In 2004, the British state broadcasting arm, the BBC, aired a three-part documentary called the “Power of Nightmares: The Rise of the Politics of Fear.” According to this film, the threat of Al Qaeda and radical Islam was a foil for a broader neoconservative power grab. The two radical movements are equivalent, relying on one another to scare the good and decent majorities of Europe and America.
Mr. Obama would never say anything this strident. Part of his appeal is that at his best he transcends partisanship. But the “politics of fear” signals the left’s own scary narrative about the Bush years, namely that our government was taken over by neoconservatives briefly to launch the Iraq war.
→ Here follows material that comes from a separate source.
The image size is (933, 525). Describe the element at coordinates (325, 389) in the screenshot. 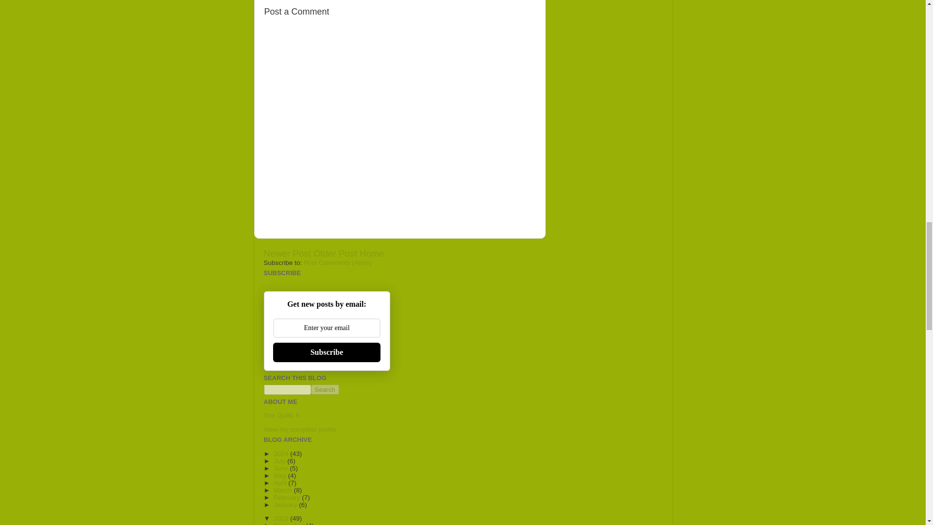

I see `Search` at that location.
This is the chord Mr. Obama strikes when he boasts of his opposition to a non-binding resolution supporting efforts already underway to counter Iran’s proxies in Iraq. Mr. Obama has attacked Mrs. Clinton for voting for the Iran resolution sponsored by Senators Kyl and Lieberman, implying that the legislation would give Mr. Bush the authority to invade Persia. His Web site says Mr. Obama “believes that it was reckless for Congress to give George Bush any justification to extend the Iraq War or to attack Iran. Obama also introduced a resolution in the Senate declaring that no act of Congress — including Kyl-Lieberman — gives the Bush administration authorization to attack Iran.”
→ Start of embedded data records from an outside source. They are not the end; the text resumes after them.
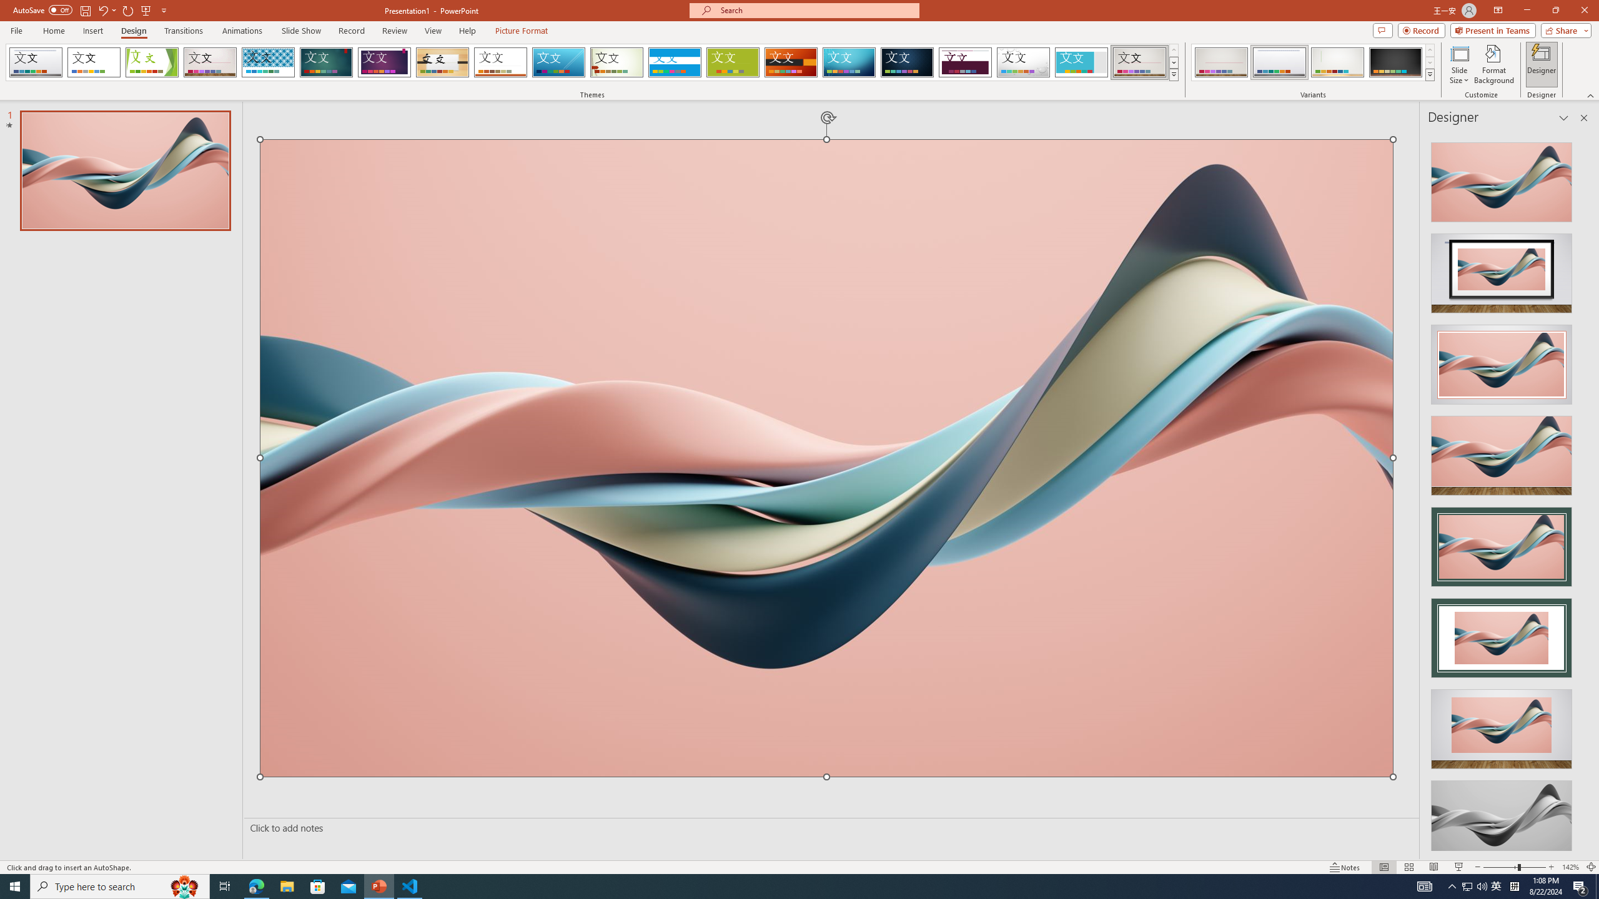 Image resolution: width=1599 pixels, height=899 pixels. Describe the element at coordinates (1082, 62) in the screenshot. I see `Frame` at that location.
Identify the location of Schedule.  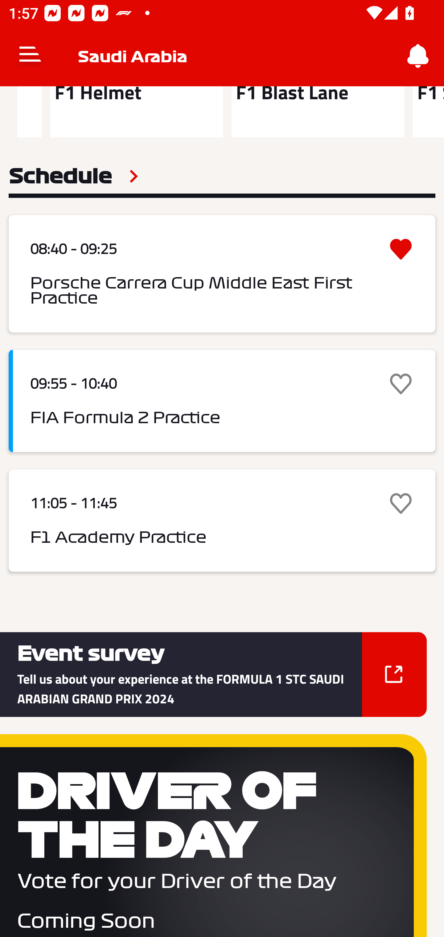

Neither Messrs. Kyl nor Lieberman ever said it did. It expressed a sense of the Senate, whereas the 2002 resolution against Saddam Hussein gave explicit authorization to use force. What’s more, the course recommended by the non-binding resolution was a response to reams of reporting from Iraq that the Iranian revolutionary guard supported terrorists trying to dissolve Iraq and kill American soldiers, a point Mr. Obama conceded as recently as a year ago.
Today it is different for the senator. He and his supporters believe peaceful coexistence with Iran only requires the courage to meet with Iran’s leaders. The senator likes to quote President Kennedy’s aphorism that we should not negotiate out of fear, or fear to negotiate. But Mr. Obama presumes that Iran would be willing to negotiate and that the only thing holding them back is the lack of diplomatic courage on the part of the American administration.
Contrary to Mr. Obama’s anti-fear mongering, the Iranians have had a standing offer from Mr. Bush since 2006: Stop enriching uranium and Secretary of State Rice will start talking to you. Were the Mullahs interested in negotiations, they would suspend an enrichment program they always have the option to restart.
It’s illuminating that these details are of so little concern to Mr. Obama. Never mind that every administration since Jimmy Carter has sought a détente with Tehran’s Mullahs. Forget for a moment that Mr. Bush has not yet bombed Iran’s enrichment facilities — despite the dire warnings of the left that he would — and instead sought to dissuade the Mullahs from their nuclear activities through diplomatic sanction and censure.
Mr. Obama seeks advantage in the war against fear. Mr. Bush, Mrs. Clinton, the Republicans, official Washington, and the neoconservatives are trying to scare you. If the voters fall for it again, the republic will be thrown into yet another unnecessary and disastrous war, a prospect that Mr. Obama reckons should terrify all of us. Not that the senator’s trying to scare anyone.